What this Finnish habit quietly suggests about our own homes
Once you’ve sat in a Finnish living room in January, warmed mainly by what looks like an everyday AC, it’s hard not to look at your own place differently. You start wondering if that device on your wall could do more than just cool summer heatwaves. You notice the draft under your front door, the chill that sneaks through your windows at night, the way your radiators slam on, then fall quiet, then slam on again. You realize a lot of our winter comfort is built on habit, not on what actually works best.
And habit can be updated.
| Key point | Detail | Value for the reader |
|---|---|---|
| Use the “AC” as a heater | Most modern split units are reversible heat pumps | Potential to cut heating bills with what you already own |
| Prioritize steady warmth | Run the unit at a constant moderate temperature | More comfort, fewer cold-hot swings, better efficiency |
| Support with small fixes | Seal drafts, open doors, add rugs and curtains | Helps your unit work like Finnish systems without a full renovation |
FAQ:
- Can any air-conditioner really heat a home in winter?Only reversible ACs, also called heat pumps, can do true heating.
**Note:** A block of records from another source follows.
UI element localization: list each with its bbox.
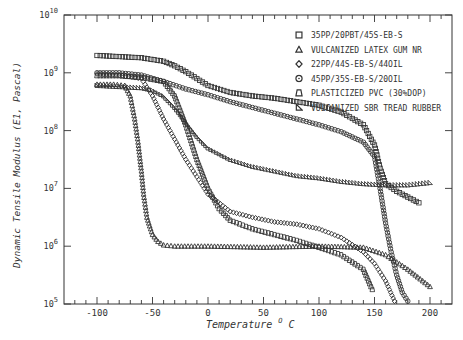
x-tick-label: 200	[422, 308, 438, 318]
triangle-marker-icon	[296, 46, 302, 52]
diamond-marker-icon	[296, 61, 302, 68]
legend-label: 35PP/20PBT/45S-EB-S	[311, 31, 403, 40]
legend: 35PP/20PBT/45S-EB-SVULCANIZED LATEX GUM …	[296, 31, 441, 113]
x-axis-tick-labels: -100-50050100150200	[86, 308, 438, 318]
x-tick-label: 50	[258, 308, 269, 318]
bell-marker-icon	[296, 90, 302, 96]
x-tick-label: -50	[144, 308, 160, 318]
x-axis-label: Temperature O C	[206, 314, 295, 330]
y-tick-label: 107	[44, 180, 58, 193]
circle-marker-icon	[296, 75, 302, 81]
legend-label: 22PP/44S-EB-S/44OIL	[311, 60, 403, 69]
legend-item: VULCANIZED SBR TREAD RUBBER	[296, 104, 441, 113]
y-tick-label: 108	[44, 123, 58, 136]
x-tick-label: 100	[311, 308, 327, 318]
legend-label: PLASTICIZED PVC (30%DOP)	[311, 89, 427, 98]
y-tick-label: 1010	[39, 7, 58, 20]
legend-item: 35PP/20PBT/45S-EB-S	[296, 31, 403, 40]
y-axis-label: Dynamic Tensile Modulus (E1, Pascal)	[11, 62, 22, 269]
legend-item: 45PP/35S-EB-S/20OIL	[296, 75, 403, 84]
legend-item: VULCANIZED LATEX GUM NR	[296, 46, 422, 55]
y-tick-label: 109	[44, 65, 58, 78]
x-tick-label: 0	[205, 308, 210, 318]
legend-label: VULCANIZED LATEX GUM NR	[311, 46, 422, 55]
x-tick-label: 150	[366, 308, 382, 318]
legend-item: 22PP/44S-EB-S/44OIL	[296, 60, 403, 69]
modulus-temperature-chart: -100-50050100150200 1010109108107106105 …	[0, 0, 463, 340]
legend-label: VULCANIZED SBR TREAD RUBBER	[311, 104, 441, 113]
y-tick-label: 105	[44, 296, 58, 309]
square-marker-icon	[296, 32, 302, 38]
y-tick-label: 106	[44, 238, 58, 251]
legend-label: 45PP/35S-EB-S/20OIL	[311, 75, 403, 84]
x-tick-label: -100	[86, 308, 108, 318]
y-axis-tick-labels: 1010109108107106105	[39, 7, 58, 309]
legend-item: PLASTICIZED PVC (30%DOP)	[296, 89, 427, 98]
If your remote has a “heat” or sun icon, you likely have this feature.
- Does a heat pump still work when it’s freezing outside?Modern models can draw heat from very cold air, though their efficiency drops in extreme temperatures and some homes keep a backup heater.
- Is it cheaper than gas or traditional electric radiators?In many cases yes, because a heat pump can deliver about three units of heat for every unit of electricity consumed.
- Will using the AC as a heater dry the air too much?It can feel a bit dry, but not more than regular heating. Many Finns use small humidifiers or houseplants to balance it.
- Can I copy the Finnish approach in an old, poorly insulated home?You can still benefit, though the gains are smaller. Start by reducing drafts and using the pump as a steady base heat, then upgrade insulation over time if possible.